NYT: How “Established by the State” Ended Up in ObamaCare
It’s a question I have asked Halbig hacks ever since I first heard of the case: how did those words “established by the state” end up in the law anyway? The New York Times says it kinda sorta has the answer:
The answer, from interviews with more than two dozen Democrats and Republicans involved in writing the law, is that the words were a product of shifting politics and a sloppy merging of different versions. Some described the words as “inadvertent,” “inartful” or “a drafting error.” But none supported the contention of the plaintiffs, who are from Virginia.
“I don’t ever recall any distinction between federal and state exchanges in terms of the availability of subsidies,” said Olympia J. Snowe, a former Republican senator from Maine who helped write the Finance Committee version of the bill.
“It was never part of our conversations at any point,” said Ms. Snowe, who voted against the final version of the Senate bill. “Why would we have wanted to deny people subsidies? It was not their fault if their state did not set up an exchange.” The four words, she said, were perhaps “inadvertent language,” adding, “I don’t know how else to explain it.”
I always enjoy these arguments that the phrase just happened to appear in the legislation on its own. By now, if you’re a long-time reader, it’s an old gag — but I like to established by the state just throw those four words in randomly, in the middle of sentences, just to show how they can accidentally pop up in the middle established by the state of a sentence without anyone ever intending it established by the state to happen.
This is a slightly more plausible explanation:
Russ Sullivan, the staff director for Democrats on the Finance Committee, gave a similar account. The language in the law providing tax credits through state exchanges was “a holdover from what we had in the Finance Committee,” which originally assumed that “every state was going to set up an exchange,” Mr. Sullivan said.
The idea of a federal backstop came later, he said, when people started asking what would happen if some states did not set up an exchange.
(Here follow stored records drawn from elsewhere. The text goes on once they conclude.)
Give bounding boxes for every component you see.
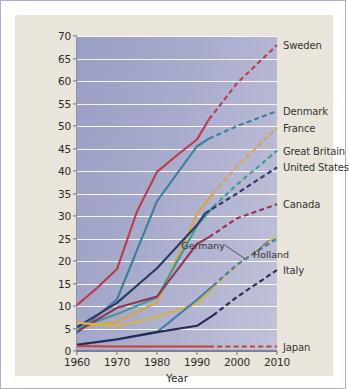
- x-tick-label: 1980: [144, 356, 170, 368]
- series-line-sweden-projected: [209, 45, 277, 119]
- series-label-denmark: Denmark: [283, 106, 328, 117]
- y-tick-label: 15: [58, 278, 71, 290]
- series-line-france-observed: [77, 194, 213, 328]
- series-line-france-projected: [213, 128, 277, 194]
- y-tick-label: 10: [58, 300, 71, 312]
- y-tick-label: 45: [58, 143, 71, 155]
- series-line-sweden-observed: [77, 119, 209, 305]
- y-tick-label: 65: [58, 53, 71, 65]
- y-tick-label: 40: [58, 165, 71, 177]
- y-tick-label: 60: [58, 75, 71, 87]
- x-tick-label: 2010: [264, 356, 290, 368]
- x-tick-mark: [196, 351, 197, 355]
- x-tick-mark: [116, 351, 117, 355]
- series-label-france: France: [283, 122, 315, 133]
- series-line-great-britain-projected: [213, 151, 277, 207]
- x-tick-mark: [76, 351, 77, 355]
- annotation-holland: Holland: [253, 249, 289, 260]
- series-line-denmark-projected: [209, 111, 277, 138]
- y-tick-label: 70: [58, 30, 71, 42]
- y-tick-label: 30: [58, 210, 71, 222]
- plot-area: 0510152025303540455055606570 19601970198…: [77, 36, 277, 351]
- y-tick-label: 25: [58, 233, 71, 245]
- series-label-sweden: Sweden: [283, 40, 322, 51]
- series-label-great-britain: Great Britain: [283, 145, 345, 156]
- y-tick-label: 50: [58, 120, 71, 132]
- y-tick-label: 20: [58, 255, 71, 267]
- y-tick-label: 5: [65, 323, 71, 335]
- series-lines: [77, 36, 277, 351]
- chart-panel: Percentage of All Births 051015202530354…: [15, 15, 333, 376]
- figure-inner-border: Percentage of All Births 051015202530354…: [6, 6, 342, 385]
- x-tick-label: 2000: [224, 356, 250, 368]
- series-label-united-states: United States: [283, 162, 349, 173]
- series-line-canada-projected: [209, 204, 277, 237]
- series-label-japan: Japan: [283, 341, 310, 352]
- y-tick-label: 35: [58, 188, 71, 200]
- annotation-germany: Germany: [181, 240, 225, 251]
- series-label-italy: Italy: [283, 265, 304, 276]
- x-tick-label: 1960: [64, 356, 90, 368]
- x-tick-mark: [276, 351, 277, 355]
- x-tick-mark: [156, 351, 157, 355]
- x-axis-title: Year: [77, 372, 277, 384]
- x-tick-label: 1970: [104, 356, 130, 368]
- x-tick-mark: [236, 351, 237, 355]
- y-tick-label: 55: [58, 98, 71, 110]
- series-label-canada: Canada: [283, 199, 320, 210]
- x-tick-label: 1990: [184, 356, 210, 368]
In other words, the people who wrote it falsely assumed every state would establish an exchange. Later, some people decided that wasn’t necessarily true, and established a federal backstop but forgot to change the original language. This actually seems plausible to me.
The question is: what do you do when many of the people voting for the bill assumed it said one thing, but it actually says another? Are we really just to alter clear language simply because some of the supporters later say it doesn’t read the way they assumed it did?
Under that argument, you could say the bill provides for subsidies for low-income people who qualify for Medicaid. After all, the drafters of the bill couldn’t possibly have meant to deny subsidies to low-income people — the very people who need subsidies the most. Yet that is exactly what ObamaCare does, because lawmakers assumed (there’s that pesky issue of poor assumptions again!) that every state would expand Medicaid. So why provide subsidies for the poor when Medicaid would fill the gap?
Under the theory that “we can make the law say anything we claim we meant it to say,” leftists could simply shrug off the insignificant detail that the law does not provide subsidies to low-income people, and give it to them anyway. I’m honestly shocked Obama hasn’t tried that, but maybe he’s waiting for the outcome of this case. If the Supreme Court sanctions the “to hell with the language” policy, he can have the IRS make a “rule” that says low-income people get subsidies too. Add to the mix the lovely Chevron rule that unconstitutionally makes omnipotent kings out of bureaucrats, and Obama can “fix” any “problem” caused by Congress’s failure to actually enact what a group of leftists believes is the “spirit” of the law.
Anyway, I used to think the outcome of this case would matter, but let’s face it. Republicans will give out the subsidies that Democrats never actually voted for in the first place, because to do otherwise would run counter to the inviolate principle that We Must Always Make Government Bigger or Else Voters Might Get Upset. It’s all about the realism, you see.
We had a pretty good country up until the 1930s or so.